Randall R Schulz
On Monday 16 June 2008 00:43, Mike FABIAN wrote:
Randall R Schulz
さんは書きました: But if you don't like subpixel hinting at its best, that's your prerogative, but I find it vastly superior.
I don’t like it because the colour fringes it creates are very obvious.
I believe the reason for this is that no gamma correction is done.
Test it with
ftview 20 /usr/share/fonts/truetype/DejaVuSans.ttf
On my 10.3 system, where I've rebuilt the FreeType packages to enable hinting,
You mean subpixel hinting. Normal hinting and byte code hinting is always enabled in our freetype2 packages anyway. By the way, you don’t need to recompile your freetype2 packages yourself to get subpixel hinting enabled, just search for freetype2 here http://software.opensuse.org/search and use the packages from the M17N repository, for example: http://download.opensuse.org/repositories/M17N/openSUSE_11.0/i586/freetype2-... These have subpixel hinting enabled.

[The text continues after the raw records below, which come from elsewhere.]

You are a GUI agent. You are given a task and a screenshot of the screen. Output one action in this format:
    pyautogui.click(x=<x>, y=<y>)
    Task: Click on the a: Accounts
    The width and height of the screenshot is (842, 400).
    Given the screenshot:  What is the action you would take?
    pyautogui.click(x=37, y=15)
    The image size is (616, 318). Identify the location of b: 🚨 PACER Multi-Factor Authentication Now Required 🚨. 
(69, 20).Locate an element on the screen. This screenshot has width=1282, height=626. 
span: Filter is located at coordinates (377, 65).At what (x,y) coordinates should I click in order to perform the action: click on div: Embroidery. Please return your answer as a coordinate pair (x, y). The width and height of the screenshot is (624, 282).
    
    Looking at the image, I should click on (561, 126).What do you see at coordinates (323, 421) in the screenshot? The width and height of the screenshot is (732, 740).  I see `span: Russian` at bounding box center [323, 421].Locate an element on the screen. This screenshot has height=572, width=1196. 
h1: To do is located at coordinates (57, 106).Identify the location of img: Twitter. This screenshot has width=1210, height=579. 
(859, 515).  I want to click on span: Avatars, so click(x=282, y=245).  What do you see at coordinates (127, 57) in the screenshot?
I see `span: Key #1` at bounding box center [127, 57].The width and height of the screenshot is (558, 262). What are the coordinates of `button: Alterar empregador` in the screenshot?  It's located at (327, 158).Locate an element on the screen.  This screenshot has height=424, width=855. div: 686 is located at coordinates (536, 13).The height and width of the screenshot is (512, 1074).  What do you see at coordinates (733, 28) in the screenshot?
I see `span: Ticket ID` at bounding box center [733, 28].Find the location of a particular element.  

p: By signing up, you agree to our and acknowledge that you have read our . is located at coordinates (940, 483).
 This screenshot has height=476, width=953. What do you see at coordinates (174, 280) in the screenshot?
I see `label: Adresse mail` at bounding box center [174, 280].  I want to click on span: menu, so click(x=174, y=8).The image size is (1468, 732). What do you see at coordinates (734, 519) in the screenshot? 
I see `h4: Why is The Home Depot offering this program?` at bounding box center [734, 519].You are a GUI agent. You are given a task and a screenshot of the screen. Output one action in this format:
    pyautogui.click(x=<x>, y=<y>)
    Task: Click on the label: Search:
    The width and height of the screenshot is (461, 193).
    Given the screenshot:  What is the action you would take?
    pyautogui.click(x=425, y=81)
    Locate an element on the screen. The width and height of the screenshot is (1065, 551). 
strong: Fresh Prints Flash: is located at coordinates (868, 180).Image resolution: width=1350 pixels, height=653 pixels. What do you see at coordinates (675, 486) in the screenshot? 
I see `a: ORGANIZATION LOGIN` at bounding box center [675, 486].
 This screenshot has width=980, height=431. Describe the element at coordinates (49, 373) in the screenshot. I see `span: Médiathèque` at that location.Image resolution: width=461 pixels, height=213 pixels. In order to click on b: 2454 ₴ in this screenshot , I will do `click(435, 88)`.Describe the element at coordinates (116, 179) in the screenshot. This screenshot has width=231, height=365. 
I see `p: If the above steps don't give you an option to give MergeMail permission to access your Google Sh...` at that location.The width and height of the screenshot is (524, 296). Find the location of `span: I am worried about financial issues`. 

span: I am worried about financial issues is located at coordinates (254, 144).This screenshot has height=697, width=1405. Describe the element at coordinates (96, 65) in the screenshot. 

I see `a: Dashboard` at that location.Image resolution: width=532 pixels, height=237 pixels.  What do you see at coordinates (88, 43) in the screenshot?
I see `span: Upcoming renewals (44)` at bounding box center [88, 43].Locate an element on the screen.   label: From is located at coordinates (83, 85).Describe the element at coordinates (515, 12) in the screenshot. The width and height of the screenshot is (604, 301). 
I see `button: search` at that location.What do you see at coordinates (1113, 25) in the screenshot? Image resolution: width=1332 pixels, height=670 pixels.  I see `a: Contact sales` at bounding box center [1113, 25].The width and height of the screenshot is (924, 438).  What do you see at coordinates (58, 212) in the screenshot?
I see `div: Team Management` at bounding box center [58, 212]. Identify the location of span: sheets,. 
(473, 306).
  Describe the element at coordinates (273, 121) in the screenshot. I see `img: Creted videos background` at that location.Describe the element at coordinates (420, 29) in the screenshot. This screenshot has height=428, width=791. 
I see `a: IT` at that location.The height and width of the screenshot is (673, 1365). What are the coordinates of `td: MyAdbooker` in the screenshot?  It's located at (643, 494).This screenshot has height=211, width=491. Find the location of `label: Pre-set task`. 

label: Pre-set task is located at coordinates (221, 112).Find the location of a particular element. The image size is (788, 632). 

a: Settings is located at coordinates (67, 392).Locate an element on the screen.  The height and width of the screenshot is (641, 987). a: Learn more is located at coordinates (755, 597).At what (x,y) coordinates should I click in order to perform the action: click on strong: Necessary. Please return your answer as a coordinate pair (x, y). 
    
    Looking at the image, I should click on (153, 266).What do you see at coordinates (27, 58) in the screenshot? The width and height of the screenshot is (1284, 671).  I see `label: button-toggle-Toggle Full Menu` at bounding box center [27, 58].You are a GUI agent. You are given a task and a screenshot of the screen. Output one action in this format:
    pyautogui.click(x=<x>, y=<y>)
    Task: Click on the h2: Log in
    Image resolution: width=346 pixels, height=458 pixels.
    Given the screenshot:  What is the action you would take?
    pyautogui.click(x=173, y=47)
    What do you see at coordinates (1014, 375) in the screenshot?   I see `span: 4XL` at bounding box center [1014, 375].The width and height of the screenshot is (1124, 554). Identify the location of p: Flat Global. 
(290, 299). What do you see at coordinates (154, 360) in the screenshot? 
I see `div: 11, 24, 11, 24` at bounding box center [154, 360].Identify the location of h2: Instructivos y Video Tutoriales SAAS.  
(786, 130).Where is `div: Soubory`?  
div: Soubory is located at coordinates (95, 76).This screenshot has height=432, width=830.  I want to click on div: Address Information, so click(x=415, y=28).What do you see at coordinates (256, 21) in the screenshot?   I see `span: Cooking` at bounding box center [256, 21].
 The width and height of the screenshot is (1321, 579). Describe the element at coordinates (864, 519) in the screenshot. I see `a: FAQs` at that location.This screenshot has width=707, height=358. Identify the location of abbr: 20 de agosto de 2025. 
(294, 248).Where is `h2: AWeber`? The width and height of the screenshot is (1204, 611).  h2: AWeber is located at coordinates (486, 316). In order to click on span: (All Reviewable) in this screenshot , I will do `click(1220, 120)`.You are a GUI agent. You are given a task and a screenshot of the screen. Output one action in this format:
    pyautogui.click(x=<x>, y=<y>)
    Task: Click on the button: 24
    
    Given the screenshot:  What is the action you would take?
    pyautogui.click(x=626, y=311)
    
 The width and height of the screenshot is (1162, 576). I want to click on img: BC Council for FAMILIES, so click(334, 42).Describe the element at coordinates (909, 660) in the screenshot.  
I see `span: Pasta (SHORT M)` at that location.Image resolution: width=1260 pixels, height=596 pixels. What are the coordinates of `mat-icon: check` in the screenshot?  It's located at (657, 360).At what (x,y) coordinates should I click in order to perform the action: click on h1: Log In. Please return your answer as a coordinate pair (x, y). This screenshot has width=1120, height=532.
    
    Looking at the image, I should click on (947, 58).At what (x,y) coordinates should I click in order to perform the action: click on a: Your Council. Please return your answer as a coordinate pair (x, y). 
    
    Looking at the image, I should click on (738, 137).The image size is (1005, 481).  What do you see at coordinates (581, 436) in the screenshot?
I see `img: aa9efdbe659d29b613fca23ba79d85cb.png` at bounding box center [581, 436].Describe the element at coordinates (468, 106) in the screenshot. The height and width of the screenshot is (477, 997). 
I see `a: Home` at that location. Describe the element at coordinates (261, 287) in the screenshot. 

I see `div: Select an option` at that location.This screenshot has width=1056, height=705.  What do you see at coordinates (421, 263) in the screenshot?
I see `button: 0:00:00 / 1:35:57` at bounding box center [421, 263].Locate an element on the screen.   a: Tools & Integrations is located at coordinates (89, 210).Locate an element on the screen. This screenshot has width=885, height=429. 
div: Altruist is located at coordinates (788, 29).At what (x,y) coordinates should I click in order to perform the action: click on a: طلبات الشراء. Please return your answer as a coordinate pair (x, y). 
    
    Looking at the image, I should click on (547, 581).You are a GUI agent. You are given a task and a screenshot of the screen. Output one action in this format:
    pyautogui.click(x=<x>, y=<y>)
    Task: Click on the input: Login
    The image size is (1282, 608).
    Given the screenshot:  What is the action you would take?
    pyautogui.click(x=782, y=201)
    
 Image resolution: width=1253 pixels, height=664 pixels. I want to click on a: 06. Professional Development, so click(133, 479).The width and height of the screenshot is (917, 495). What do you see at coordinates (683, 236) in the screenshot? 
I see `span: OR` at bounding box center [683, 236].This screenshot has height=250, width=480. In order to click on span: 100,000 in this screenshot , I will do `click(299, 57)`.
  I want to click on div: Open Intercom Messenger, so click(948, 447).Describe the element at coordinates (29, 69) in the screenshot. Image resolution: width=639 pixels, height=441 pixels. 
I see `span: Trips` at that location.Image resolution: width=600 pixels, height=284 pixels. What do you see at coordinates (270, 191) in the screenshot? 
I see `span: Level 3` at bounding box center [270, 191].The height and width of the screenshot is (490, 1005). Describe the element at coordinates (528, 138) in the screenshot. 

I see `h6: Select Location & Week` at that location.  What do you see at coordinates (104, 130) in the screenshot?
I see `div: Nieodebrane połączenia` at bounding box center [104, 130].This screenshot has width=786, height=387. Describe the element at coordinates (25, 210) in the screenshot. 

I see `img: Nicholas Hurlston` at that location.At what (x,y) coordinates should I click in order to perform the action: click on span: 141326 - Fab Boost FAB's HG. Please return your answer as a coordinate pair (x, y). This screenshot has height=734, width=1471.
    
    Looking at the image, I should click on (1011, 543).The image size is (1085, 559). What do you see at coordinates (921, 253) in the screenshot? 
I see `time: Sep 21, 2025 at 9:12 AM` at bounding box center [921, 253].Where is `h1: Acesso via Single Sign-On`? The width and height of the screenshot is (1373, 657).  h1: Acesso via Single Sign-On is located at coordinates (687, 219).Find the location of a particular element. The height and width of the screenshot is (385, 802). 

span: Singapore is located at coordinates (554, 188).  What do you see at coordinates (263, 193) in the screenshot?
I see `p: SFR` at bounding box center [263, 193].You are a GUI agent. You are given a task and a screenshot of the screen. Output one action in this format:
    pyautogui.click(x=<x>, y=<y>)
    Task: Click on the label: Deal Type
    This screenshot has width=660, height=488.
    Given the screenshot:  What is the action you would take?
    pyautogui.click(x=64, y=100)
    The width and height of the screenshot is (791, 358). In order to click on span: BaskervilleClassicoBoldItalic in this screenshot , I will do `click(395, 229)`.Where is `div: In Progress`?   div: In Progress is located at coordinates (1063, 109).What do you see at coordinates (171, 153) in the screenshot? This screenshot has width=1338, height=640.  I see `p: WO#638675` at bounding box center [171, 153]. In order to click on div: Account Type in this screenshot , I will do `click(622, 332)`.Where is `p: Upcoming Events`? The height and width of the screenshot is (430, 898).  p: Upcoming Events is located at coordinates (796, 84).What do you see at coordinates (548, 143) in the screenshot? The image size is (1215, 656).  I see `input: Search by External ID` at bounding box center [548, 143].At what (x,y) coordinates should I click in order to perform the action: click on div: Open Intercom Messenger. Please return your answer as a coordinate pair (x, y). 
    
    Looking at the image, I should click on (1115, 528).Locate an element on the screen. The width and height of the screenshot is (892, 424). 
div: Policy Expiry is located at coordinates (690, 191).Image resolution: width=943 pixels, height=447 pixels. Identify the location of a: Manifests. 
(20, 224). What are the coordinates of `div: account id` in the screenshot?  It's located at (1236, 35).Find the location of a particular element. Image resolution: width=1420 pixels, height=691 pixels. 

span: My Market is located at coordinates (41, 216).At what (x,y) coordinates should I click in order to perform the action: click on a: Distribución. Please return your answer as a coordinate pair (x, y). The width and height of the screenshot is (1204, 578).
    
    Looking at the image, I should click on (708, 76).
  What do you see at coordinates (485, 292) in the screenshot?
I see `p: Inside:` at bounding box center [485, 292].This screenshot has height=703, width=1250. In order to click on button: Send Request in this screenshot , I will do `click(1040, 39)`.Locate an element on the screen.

I cannot replicate the symptoms you describe. I don't have 11.0 installed anywhere to compare.
It is the same on 10.3 and 11.0.
I am also dubious about this tool. When it says hinting is active, the font (DejaVuSans, i.e.) looks like a naively rendered bitmap with stair-stepping quite obvious.
Maybe you have anti-aliasing switched off? Look at the help you get with F1. a : toggle anti-aliasing f : toggle forced autohinting (byte code interpreter is not used if autohinting is forced) h : toggle outline hinting (here you can switch off hinting completely) L : cycle through LCD modes You need the last option, ‘L’ to switch on subpixel (i.e. coloured) hinting. This will only work if you have a freetype2 package installed which has subpixel hinting enabled, for example the one from my M17N repository which I mentioned above.
When it says hinting is off, I see smoothing. Changing the gamma likewise does not produce any color fringing.
Changing the gamma will only have an influence on the colour fringing if you have already switched on the colour fringes using ‘L’. Then, changing the gamma will have an influence of the exact colour shades used. With gamma = 1.0, the colour shades are extremely obvious and disturbing (that’s because they are not calculated correctly, gamma correction should be done!). With gamma = 2.1, the colour shades are still there but the colours have changed and it looks much better. A comparison with the coloured rendering of Windows Vista or Windows XP then shows that with gamma = 2.1 it almost looks the same but with gamma = 1.0 there is a huge difference in the colour shades used.
The default view (the way the application starts up from the command you gave) is attached.
But under no combination of the 'a' and the 'h' toggles do I see color fringing of any sort or degree.
You need the ‘L’ key to produce the colour fringes!
(And of course a freetype2 package with subpixel hinting enabled).